The 18 will be asked to submit depositions and to attend a "clarificatory hearing" of the charges filed against them and several Filipino troops, said Elmer Cato, spokesman of the Visiting Forces Agreement Commission (VFACOM), a government panel monitoring Philippine-US military exercises.
He said the commission expects to receive the summons from the Toledo City prosecutor which it would then convey to the US Embassy in Manila.
The Filipino and American troops had taken part in a live fire exercise dubbed "Flash Piston 00-7" at the Atlas Minings firing range compound in Toledo City last Aug. 19.
After the exercise, a group of children picking up firewood from the Atlas firing range recovered an unexploded grenade and tinkered with it, causing it to explode.
Two of the children were killed and one was injured. Families of the victims then filed charges of homicide against the Filipino and American soldiers who took part in the joint exercise.
Cato said the names of the US Navy personnel who took part in the joint exercise were released to government prosecutors on orders of Foreign Affairs Secretary Domingo Siazon Jr. and Defense Secretary Orlando Mer-cado, co-chairmen of the commission.
The list of the names, in turn, was turned over to investigating prosecutor Gabriel Trocio Jr. by a VFACOM team composed of Cato, Josel Ignacio and Raul Dado during a visit to Toledo City last Tuesday.
Cato said government prosecutors will serve the summons through the VFACOM so the 18 US Navy personnel could submit their counter-affidavits.
The commission decided to release the list after it noted discrepancies in the names enumerated in two earlier summons that prosecutors wanted it to serve.
The names in the earlier summons did not tally with the list of US Navy participants to the joint exercise, which the VFACOM has in its possession.
"Apparently, the names were taken from the entries in the Atlas Mining logbook. The commission decided to provide the names to allow government prosecutors to make the necessary amendments on the summons," Cato said.
The VFACOM did not say when the Americans would be called to the hearings.
Cato, meanwhile, belied reports that US authorities submitted fictitious names as part of an alleged cover-up.
"In fairness to the US Embassy, at no point can it be said that its officials attempted to cover things up," he said.
The Philippine government earlier provided burial or hospitalization assistance to the victims or their families.
Left-wing groups have seized the issue to oppose further US-Philippine defense relations.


• Directions for this task:
Your task is to extract every entry that follows word for word while excluding the pictures.

• Records from a data collection:

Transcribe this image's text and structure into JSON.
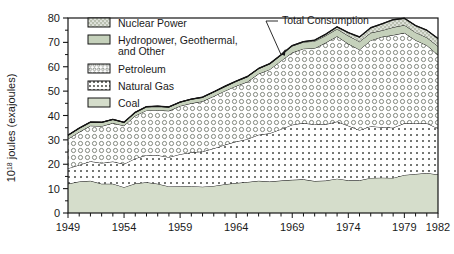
{
  "chart_data": {
    "type": "area",
    "title": "",
    "subtitle": "",
    "xlabel": "",
    "ylabel": "10¹⁸ joules (exajoules)",
    "ylabel_base": "10",
    "ylabel_exp": "18",
    "ylabel_rest": " joules (exajoules)",
    "stacked": true,
    "grid": false,
    "legend_position": "top-left-inside",
    "xlim": [
      1949,
      1982
    ],
    "ylim": [
      0,
      80
    ],
    "yticks": [
      0,
      10,
      20,
      30,
      40,
      50,
      60,
      70,
      80
    ],
    "ytick_labels": [
      "0",
      "10",
      "20",
      "30",
      "40",
      "50",
      "60",
      "70",
      "80"
    ],
    "yminor_step": 5,
    "xticks": [
      1949,
      1950,
      1951,
      1952,
      1953,
      1954,
      1955,
      1956,
      1957,
      1958,
      1959,
      1960,
      1961,
      1962,
      1963,
      1964,
      1965,
      1966,
      1967,
      1968,
      1969,
      1970,
      1971,
      1972,
      1973,
      1974,
      1975,
      1976,
      1977,
      1978,
      1979,
      1980,
      1981,
      1982
    ],
    "xtick_labels": [
      "1949",
      "1954",
      "1959",
      "1964",
      "1969",
      "1974",
      "1979",
      "1982"
    ],
    "xtick_labeled_years": [
      1949,
      1954,
      1959,
      1964,
      1969,
      1974,
      1979,
      1982
    ],
    "x": [
      1949,
      1950,
      1951,
      1952,
      1953,
      1954,
      1955,
      1956,
      1957,
      1958,
      1959,
      1960,
      1961,
      1962,
      1963,
      1964,
      1965,
      1966,
      1967,
      1968,
      1969,
      1970,
      1971,
      1972,
      1973,
      1974,
      1975,
      1976,
      1977,
      1978,
      1979,
      1980,
      1981,
      1982
    ],
    "series": [
      {
        "name": "Coal",
        "pattern": "solid-green",
        "color": "#d5ddcb",
        "values": [
          12.0,
          12.9,
          13.2,
          12.0,
          12.0,
          10.6,
          12.1,
          12.6,
          12.0,
          10.9,
          11.0,
          11.0,
          10.8,
          11.1,
          11.8,
          12.3,
          12.7,
          13.2,
          12.9,
          13.3,
          13.6,
          13.8,
          13.1,
          13.3,
          14.1,
          13.4,
          13.4,
          14.4,
          14.5,
          14.4,
          15.6,
          16.0,
          16.4,
          15.8
        ]
      },
      {
        "name": "Natural Gas",
        "pattern": "dots",
        "color": "#ffffff",
        "values": [
          6.3,
          6.8,
          8.0,
          8.5,
          9.1,
          9.5,
          10.3,
          11.1,
          11.7,
          12.0,
          13.1,
          13.9,
          14.4,
          15.4,
          16.2,
          17.0,
          17.6,
          18.9,
          19.8,
          21.1,
          22.6,
          23.1,
          23.2,
          23.1,
          23.4,
          22.4,
          20.6,
          21.2,
          20.7,
          20.6,
          21.2,
          20.7,
          20.4,
          18.9
        ]
      },
      {
        "name": "Petroleum",
        "pattern": "circles",
        "color": "#ffffff",
        "values": [
          12.1,
          13.5,
          14.6,
          15.1,
          15.8,
          15.7,
          17.5,
          18.4,
          18.5,
          19.0,
          19.8,
          20.1,
          20.6,
          21.4,
          22.1,
          22.8,
          23.5,
          25.0,
          26.2,
          28.0,
          29.6,
          30.5,
          31.3,
          33.5,
          35.0,
          33.6,
          33.0,
          35.2,
          37.1,
          38.0,
          37.1,
          34.2,
          32.0,
          30.2
        ]
      },
      {
        "name": "Hydropower, Geothermal, and Other",
        "pattern": "solid-green",
        "color": "#c5d1bb",
        "values": [
          1.5,
          1.6,
          1.5,
          1.6,
          1.5,
          1.4,
          1.4,
          1.5,
          1.6,
          1.6,
          1.6,
          1.7,
          1.7,
          1.8,
          1.8,
          1.9,
          2.1,
          2.1,
          2.3,
          2.3,
          2.7,
          2.7,
          2.9,
          2.9,
          3.0,
          3.3,
          3.3,
          3.1,
          2.6,
          3.2,
          3.2,
          3.2,
          3.2,
          3.5
        ]
      },
      {
        "name": "Nuclear Power",
        "pattern": "dense-hatch",
        "color": "#b9bfb0",
        "values": [
          0.0,
          0.0,
          0.0,
          0.0,
          0.0,
          0.0,
          0.0,
          0.0,
          0.0,
          0.0,
          0.0,
          0.0,
          0.0,
          0.0,
          0.1,
          0.1,
          0.1,
          0.1,
          0.1,
          0.2,
          0.2,
          0.2,
          0.4,
          0.6,
          0.9,
          1.3,
          1.9,
          2.1,
          2.7,
          3.1,
          2.8,
          2.8,
          3.0,
          3.2
        ]
      }
    ],
    "total_series": {
      "name": "Total Consumption",
      "values": [
        31.9,
        34.8,
        37.3,
        37.2,
        38.4,
        37.2,
        41.3,
        43.6,
        43.8,
        43.5,
        45.5,
        46.7,
        47.5,
        49.7,
        52.0,
        54.1,
        56.0,
        59.3,
        61.3,
        64.9,
        68.7,
        70.3,
        70.9,
        73.4,
        76.4,
        74.0,
        72.2,
        76.0,
        77.6,
        79.3,
        79.9,
        76.9,
        75.0,
        71.6
      ]
    },
    "annotations": [
      {
        "text": "Total Consumption",
        "target_year": 1968,
        "target_value": 65.0
      }
    ],
    "legend": [
      {
        "label": "Nuclear Power",
        "pattern": "dense-hatch"
      },
      {
        "label": "Hydropower, Geothermal,",
        "label2": "and Other",
        "pattern": "solid-green"
      },
      {
        "label": "Petroleum",
        "pattern": "circles"
      },
      {
        "label": "Natural Gas",
        "pattern": "dots"
      },
      {
        "label": "Coal",
        "pattern": "solid-light"
      }
    ],
    "colors": {
      "coal": "#d5ddcb",
      "hydro": "#c5d1bb",
      "nuclear": "#b9bfb0",
      "line": "#1a1a1a",
      "axis": "#1a1a1a",
      "background": "#ffffff"
    }
  }
}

• Task output:
Transcribe this image's text and structure into JSON.
{
  "chart_data": {
    "type": "area",
    "title": "",
    "subtitle": "",
    "xlabel": "",
    "ylabel": "10¹⁸ joules (exajoules)",
    "ylabel_base": "10",
    "ylabel_exp": "18",
    "ylabel_rest": " joules (exajoules)",
    "stacked": true,
    "grid": false,
    "legend_position": "top-left-inside",
    "xlim": [
      1949,
      1982
    ],
    "ylim": [
      0,
      80
    ],
    "yticks": [
      0,
      10,
      20,
      30,
      40,
      50,
      60,
      70,
      80
    ],
    "ytick_labels": [
      "0",
      "10",
      "20",
      "30",
      "40",
      "50",
      "60",
      "70",
      "80"
    ],
    "yminor_step": 5,
    "xticks": [
      1949,
      1950,
      1951,
      1952,
      1953,
      1954,
      1955,
      1956,
      1957,
      1958,
      1959,
      1960,
      1961,
      1962,
      1963,
      1964,
      1965,
      1966,
      1967,
      1968,
      1969,
      1970,
      1971,
      1972,
      1973,
      1974,
      1975,
      1976,
      1977,
      1978,
      1979,
      1980,
      1981,
      1982
    ],
    "xtick_labels": [
      "1949",
      "1954",
      "1959",
      "1964",
      "1969",
      "1974",
      "1979",
      "1982"
    ],
    "xtick_labeled_years": [
      1949,
      1954,
      1959,
      1964,
      1969,
      1974,
      1979,
      1982
    ],
    "x": [
      1949,
      1950,
      1951,
      1952,
      1953,
      1954,
      1955,
      1956,
      1957,
      1958,
      1959,
      1960,
      1961,
      1962,
      1963,
      1964,
      1965,
      1966,
      1967,
      1968,
      1969,
      1970,
      1971,
      1972,
      1973,
      1974,
      1975,
      1976,
      1977,
      1978,
      1979,
      1980,
      1981,
      1982
    ],
    "series": [
      {
        "name": "Coal",
        "pattern": "solid-green",
        "color": "#d5ddcb",
        "values": [
          12.0,
          12.9,
          13.2,
          12.0,
          12.0,
          10.6,
          12.1,
          12.6,
          12.0,
          10.9,
          11.0,
          11.0,
          10.8,
          11.1,
          11.8,
          12.3,
          12.7,
          13.2,
          12.9,
          13.3,
          13.6,
          13.8,
          13.1,
          13.3,
          14.1,
          13.4,
          13.4,
          14.4,
          14.5,
          14.4,
          15.6,
          16.0,
          16.4,
          15.8
        ]
      },
      {
        "name": "Natural Gas",
        "pattern": "dots",
        "color": "#ffffff",
        "values": [
          6.3,
          6.8,
          8.0,
          8.5,
          9.1,
          9.5,
          10.3,
          11.1,
          11.7,
          12.0,
          13.1,
          13.9,
          14.4,
          15.4,
          16.2,
          17.0,
          17.6,
          18.9,
          19.8,
          21.1,
          22.6,
          23.1,
          23.2,
          23.1,
          23.4,
          22.4,
          20.6,
          21.2,
          20.7,
          20.6,
          21.2,
          20.7,
          20.4,
          18.9
        ]
      },
      {
        "name": "Petroleum",
        "pattern": "circles",
        "color": "#ffffff",
        "values": [
          12.1,
          13.5,
          14.6,
          15.1,
          15.8,
          15.7,
          17.5,
          18.4,
          18.5,
          19.0,
          19.8,
          20.1,
          20.6,
          21.4,
          22.1,
          22.8,
          23.5,
          25.0,
          26.2,
          28.0,
          29.6,
          30.5,
          31.3,
          33.5,
          35.0,
          33.6,
          33.0,
          35.2,
          37.1,
          38.0,
          37.1,
          34.2,
          32.0,
          30.2
        ]
      },
      {
        "name": "Hydropower, Geothermal, and Other",
        "pattern": "solid-green",
        "color": "#c5d1bb",
        "values": [
          1.5,
          1.6,
          1.5,
          1.6,
          1.5,
          1.4,
          1.4,
          1.5,
          1.6,
          1.6,
          1.6,
          1.7,
          1.7,
          1.8,
          1.8,
          1.9,
          2.1,
          2.1,
          2.3,
          2.3,
          2.7,
          2.7,
          2.9,
          2.9,
          3.0,
          3.3,
          3.3,
          3.1,
          2.6,
          3.2,
          3.2,
          3.2,
          3.2,
          3.5
        ]
      },
      {
        "name": "Nuclear Power",
        "pattern": "dense-hatch",
        "color": "#b9bfb0",
        "values": [
          0.0,
          0.0,
          0.0,
          0.0,
          0.0,
          0.0,
          0.0,
          0.0,
          0.0,
          0.0,
          0.0,
          0.0,
          0.0,
          0.0,
          0.1,
          0.1,
          0.1,
          0.1,
          0.1,
          0.2,
          0.2,
          0.2,
          0.4,
          0.6,
          0.9,
          1.3,
          1.9,
          2.1,
          2.7,
          3.1,
          2.8,
          2.8,
          3.0,
          3.2
        ]
      }
    ],
    "total_series": {
      "name": "Total Consumption",
      "values": [
        31.9,
        34.8,
        37.3,
        37.2,
        38.4,
        37.2,
        41.3,
        43.6,
        43.8,
        43.5,
        45.5,
        46.7,
        47.5,
        49.7,
        52.0,
        54.1,
        56.0,
        59.3,
        61.3,
        64.9,
        68.7,
        70.3,
        70.9,
        73.4,
        76.4,
        74.0,
        72.2,
        76.0,
        77.6,
        79.3,
        79.9,
        76.9,
        75.0,
        71.6
      ]
    },
    "annotations": [
      {
        "text": "Total Consumption",
        "target_year": 1968,
        "target_value": 65.0
      }
    ],
    "legend": [
      {
        "label": "Nuclear Power",
        "pattern": "dense-hatch"
      },
      {
        "label": "Hydropower, Geothermal,",
        "label2": "and Other",
        "pattern": "solid-green"
      },
      {
        "label": "Petroleum",
        "pattern": "circles"
      },
      {
        "label": "Natural Gas",
        "pattern": "dots"
      },
      {
        "label": "Coal",
        "pattern": "solid-light"
      }
    ],
    "colors": {
      "coal": "#d5ddcb",
      "hydro": "#c5d1bb",
      "nuclear": "#b9bfb0",
      "line": "#1a1a1a",
      "axis": "#1a1a1a",
      "background": "#ffffff"
    }
  }
}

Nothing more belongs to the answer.